Abstract
Perdido Street Station is the first book of the Bas-Lag novel series, written
by British writer China Miéville. It is regarded as one of the prominent examples of
new weird fiction, a literary genre that utilizes aspects of fantasy, horror, sciencefiction and other speculative fictional tropes.
Perdido Street Station is set in a world where magic and steampunk technology
coexists. The novel is critically acclaimed for its intricately worked out and richly
described setting. The city of New Crobuzon, an imaginary metropolis in the world of
Bas-Lag, is the center of the narrative with an immense sprawl of architectural
elements. New Crobuzon also has a distinctive geography and habitation: It borrows
picturesque elements of Victorian-era London and reshuffles them with steampunk
esthetics in all brashness. It blends baroque, British and punk to create a unique urban
landscape.
This essay investigates the ways in which Perdido Street Station represents social
segregation and divulges how governments enforce submission by creating monstrous
architectural structures.
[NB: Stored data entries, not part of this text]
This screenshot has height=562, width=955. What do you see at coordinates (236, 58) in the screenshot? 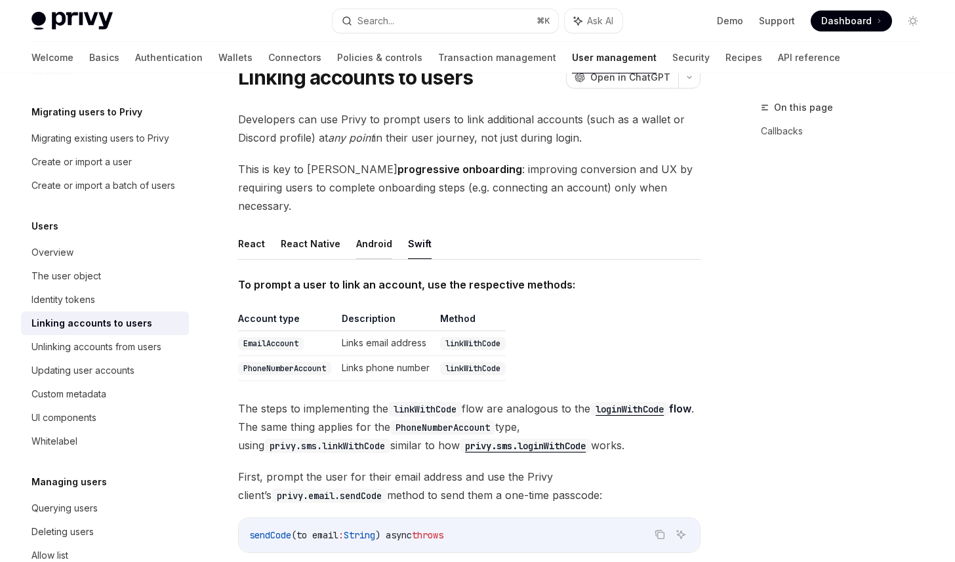
I see `a: Wallets` at bounding box center [236, 58].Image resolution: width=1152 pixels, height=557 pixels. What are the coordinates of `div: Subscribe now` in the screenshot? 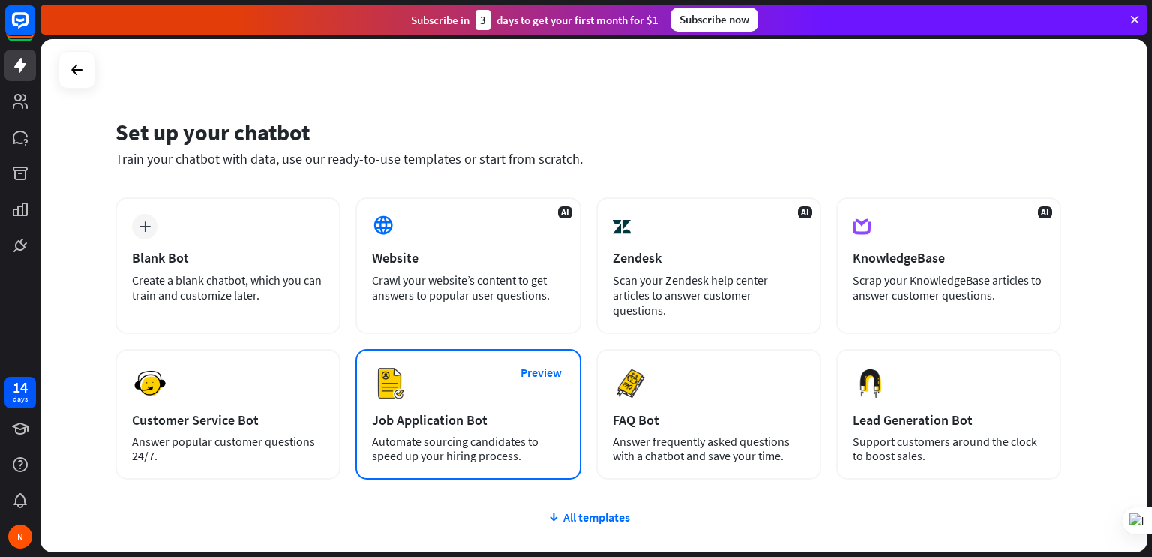 It's located at (714, 20).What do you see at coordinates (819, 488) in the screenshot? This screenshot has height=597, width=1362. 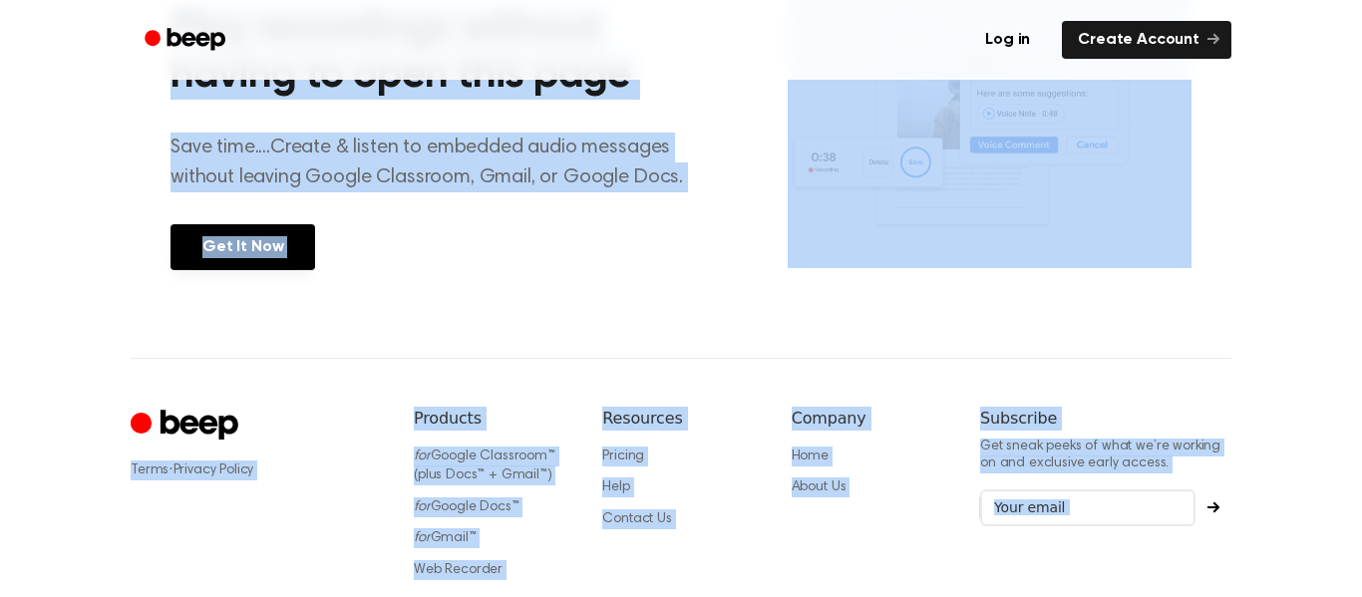 I see `a: About Us` at bounding box center [819, 488].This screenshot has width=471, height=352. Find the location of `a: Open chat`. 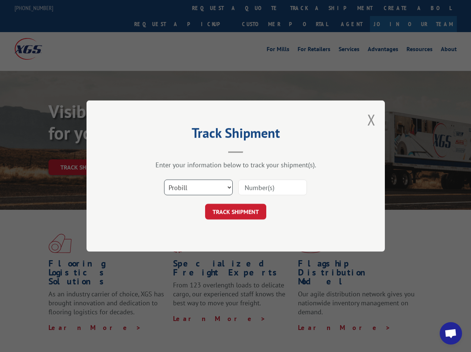

a: Open chat is located at coordinates (451, 333).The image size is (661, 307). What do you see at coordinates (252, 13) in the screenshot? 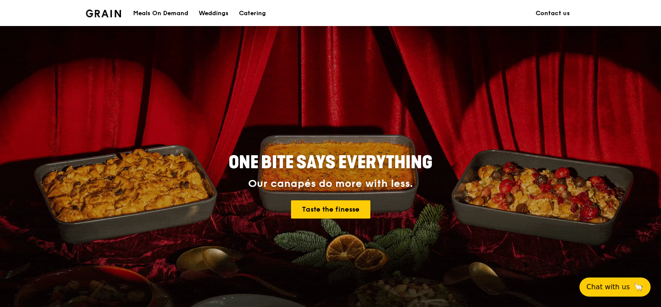
I see `a: Catering` at bounding box center [252, 13].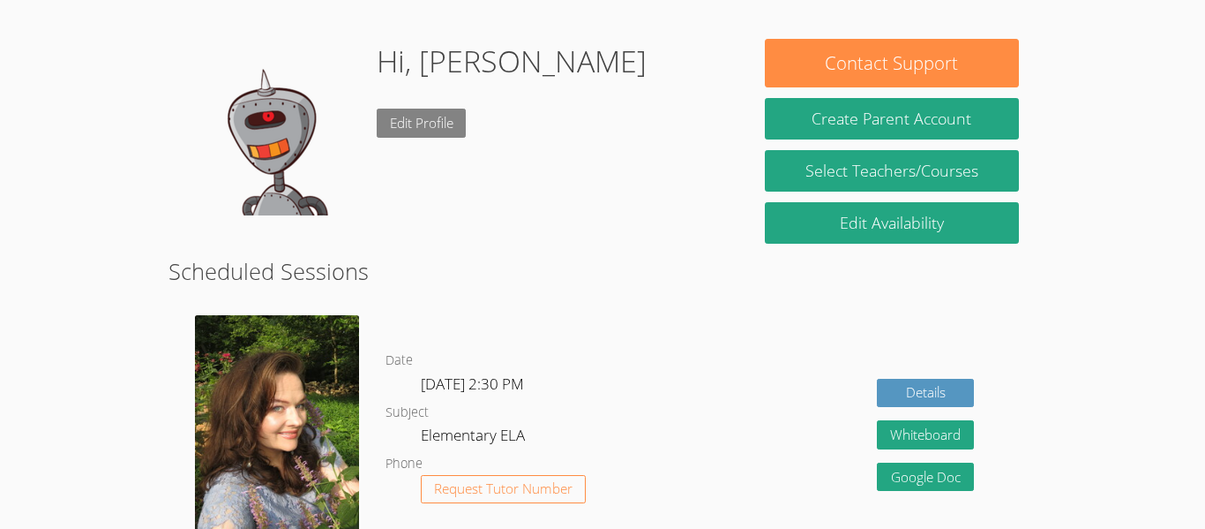 The width and height of the screenshot is (1205, 529). I want to click on dd: Elementary ELA, so click(475, 438).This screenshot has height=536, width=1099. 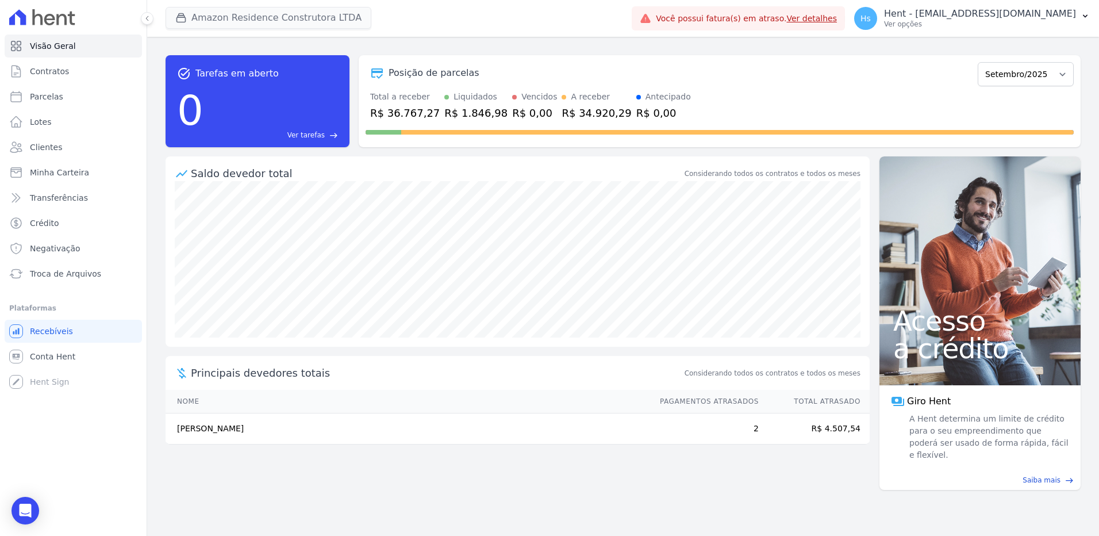 What do you see at coordinates (25, 510) in the screenshot?
I see `div: Open Intercom Messenger` at bounding box center [25, 510].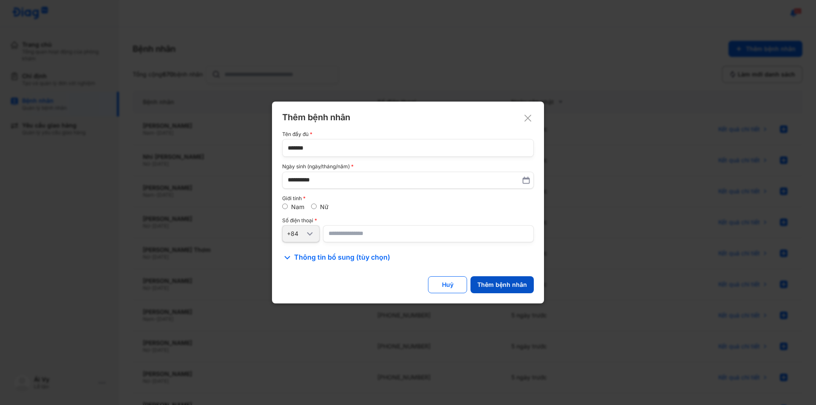  Describe the element at coordinates (408, 167) in the screenshot. I see `div: Ngày sinh (ngày/tháng/năm)` at that location.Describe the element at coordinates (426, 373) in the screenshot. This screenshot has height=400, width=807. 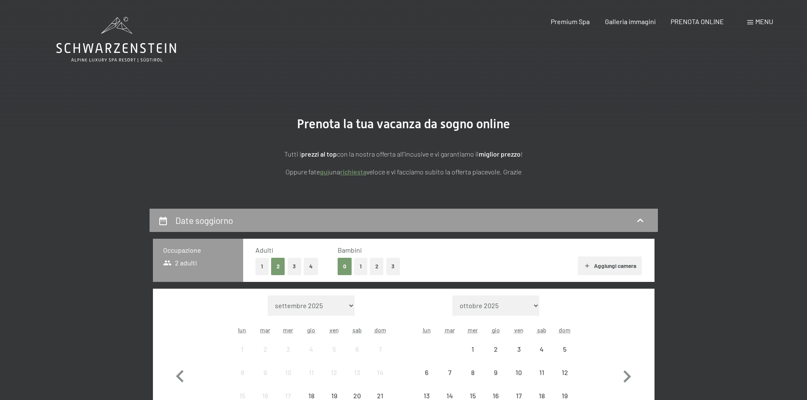
I see `div: Mon Oct 06 2025` at that location.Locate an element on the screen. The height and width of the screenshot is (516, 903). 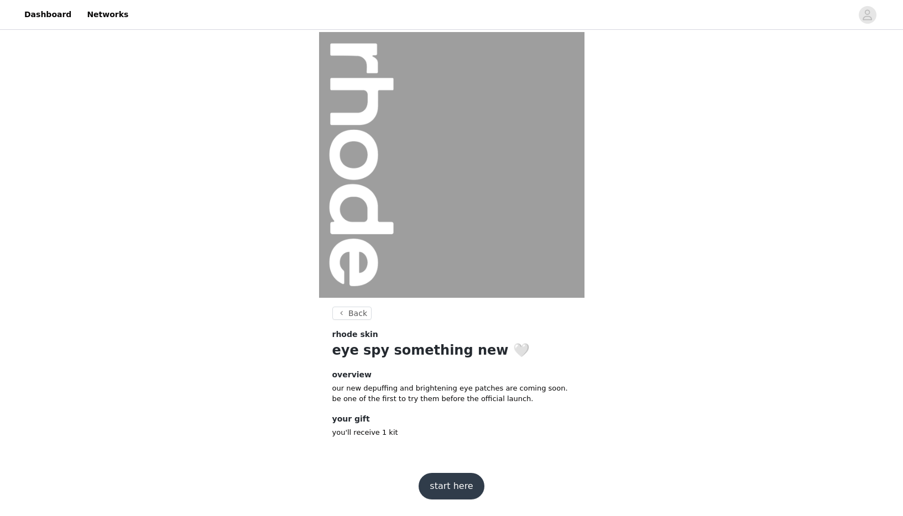
h4: your gift is located at coordinates (452, 419). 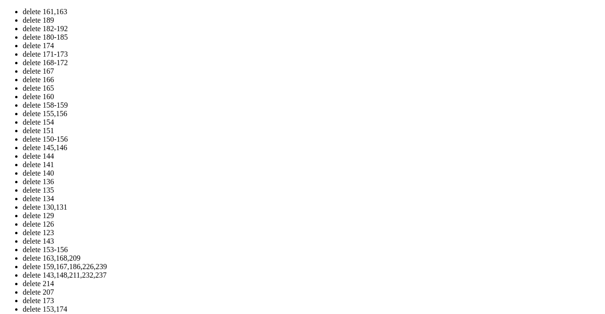 What do you see at coordinates (312, 148) in the screenshot?
I see `li: delete 145,146` at bounding box center [312, 148].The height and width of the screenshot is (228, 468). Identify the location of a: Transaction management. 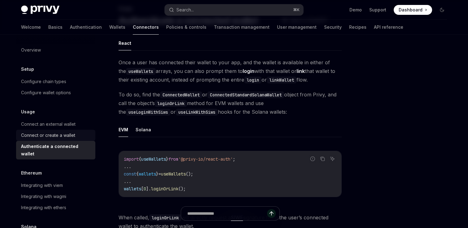
(242, 27).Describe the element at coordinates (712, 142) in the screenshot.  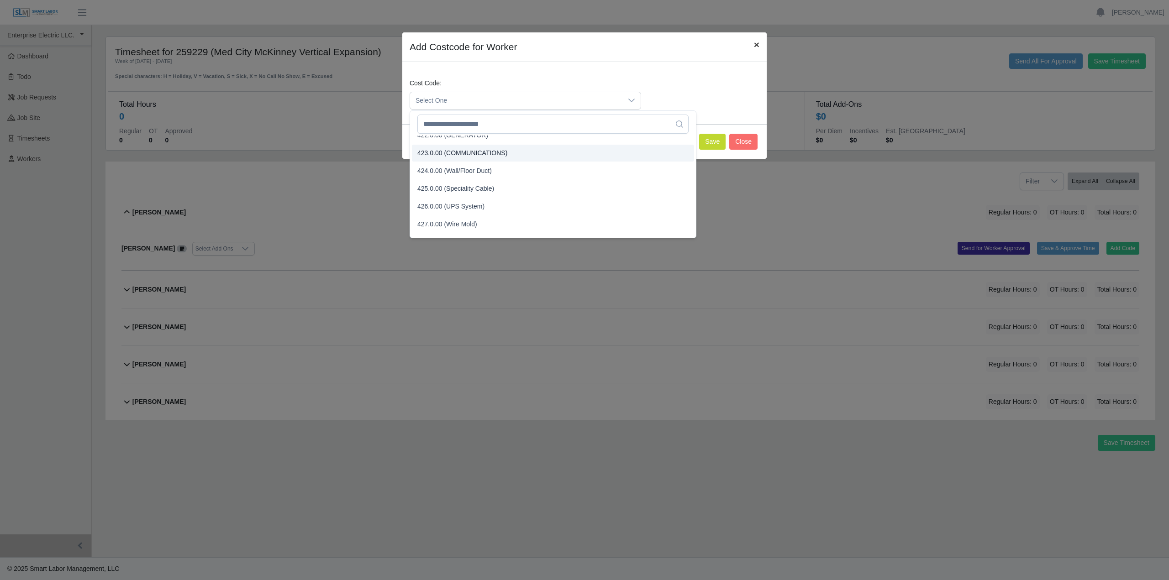
I see `button: Save` at that location.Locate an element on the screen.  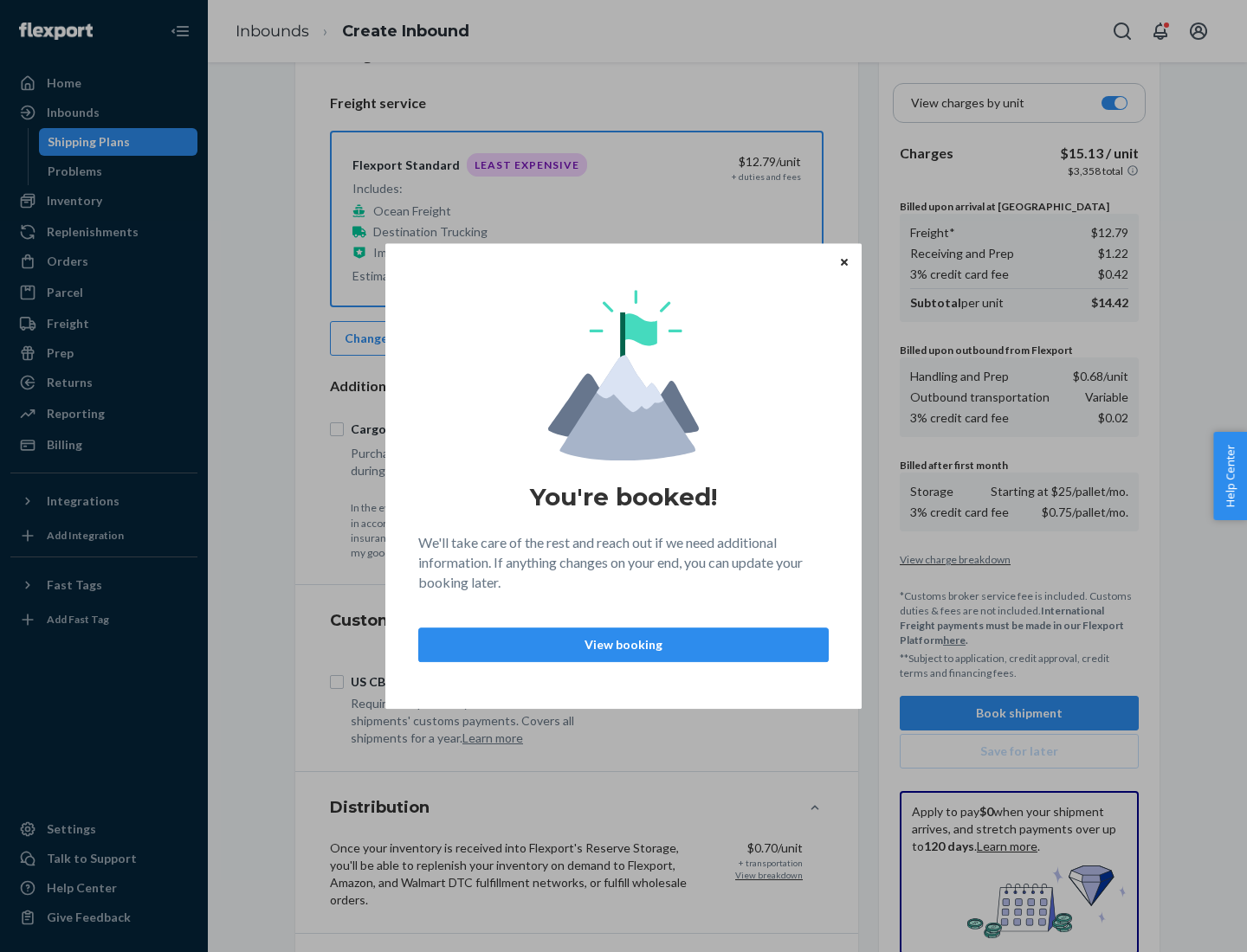
button: View booking is located at coordinates (623, 645).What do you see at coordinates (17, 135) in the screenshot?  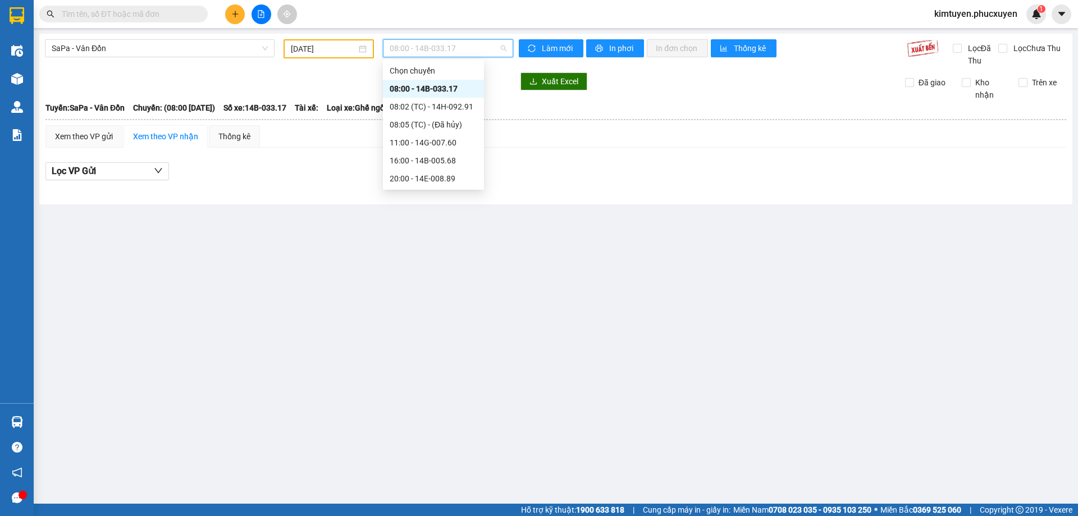 I see `img: solution-icon` at bounding box center [17, 135].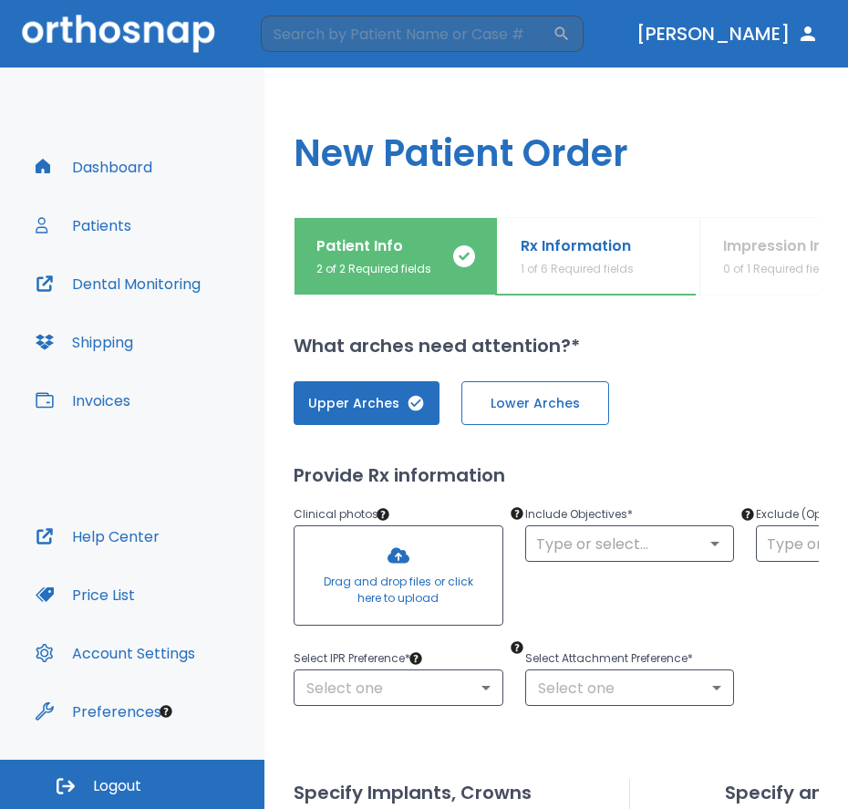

The architectural lines that determine the boundaries of a city’s
different layers and define social stratifications, are also linked to New Crobuzon’s
power relations. Such depiction is a reminder of Henri Lefebvre’s notion that urban
centers are favorable environments for the formation of authoritarian power, where the
depicted dystopian government of New Crobuzon forecloses emancipatory aspirations
through spatial control and exercises its authority with threatening urban structures.